A Court of Inquiry has been set up to ascertain the cause of the crash of the two Indian Air Force (IAF) fighter jets, a Sukhoi 30 and a Mirage 2000, which killed an experienced pilot Saturday.
Experts, including IAF veterans, told The Indian Express, that given the level of “complexity” in such advanced training missions and the skill-level of the pilots involved, it was hard to hazard a guess before the detailed inquiry is complete.
Preliminary analysis of crash reports, they said, point to the possibility of a mid-air collision given the two aircraft taking off from the same air base, crashing around the same time and their debris being found in the same area.
“We do not know at what stage (the malfunction behind the crash) happened.

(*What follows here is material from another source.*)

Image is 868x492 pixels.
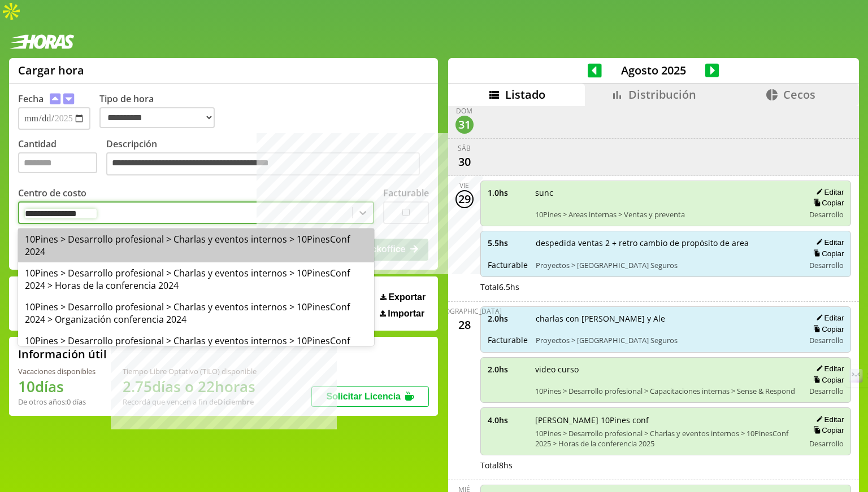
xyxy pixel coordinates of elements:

Did they have contact and then the collision happened or was it from the word go? These are things that the inquiry will throw light on,” said an IAF veteran who is well-versed with combat training.
At the Tactics and Air Combat Development Establishment, he said, “highly advanced” combat manoeuvres are developed and taught. “The more complex the combat environment and manoeuvres, the higher the risk. It is not a benign situation,” the officer added.
“Having said that, such accidents are not usual. A lot of precautions, preparations and training takes place before such a complex training mission is undertaken.”
Anchit Gupta, an aviation historian told The Indian Express, that mid-air collisions though rare, have, historically, taken place during aerobatics, formation or close combat flying when the aircraft are required to fly very close to each other.
“Despite best efforts, the scope of error is minuscule,” he said, adding that risks are higher when large size formation and hard combat manoeuvres are being practised.
As per data compiled by Gupta, 62 aircraft have been lost to mid-air collisions in the Indian military in the last seven decades. These include 11 MiG-21s.
#WATCH | Wreckage seen. A Sukhoi-30 and Mirage 2000 aircraft crashed near Morena, Madhya Pradesh. Search and rescue operations launched. The two aircraft had taken off from the Gwalior air base where an exercise was going on. pic.twitter.com/xqCJ2autOe
— ANI (@ANI) January 28, 2023
“For the amount of flying IAF does, this is an exceptionally good safety record,” he said.
Former IAF fighter pilots explained that when it comes to mid-air collisions, a fighter aircraft operates in different circumstances than a civilian passenger aircraft. The last collision in civilian airspace took place in 1996 over Charkhi Dadri involving a Kazakh aircraft and a Saudi Arabia aircraft which killed 349 people.
A former Mirage 2000 pilot of the IAF told The Indian Express that in civil aviation, there are clear-cut guidelines to prevent a collision but in combat flying, the parameters are very different. “You want the aircraft to get close to the other, because you are attempting to shoot one another in a training exercise,” the pilot said. “You don’t actually fire a missile, but you go through the entire gamut of manoeuvres and learn the skill sets developed to shoot the enemy. If this is a transport aircraft, it is a simple kill, while if it is another fighter aircraft you get into combat in which you fight each other,” the officer said.
Also, in fighter flying, pilots are closing into each other at speeds in excess of 2,000 km per hour. “This means the reaction time is extremely low,” he said.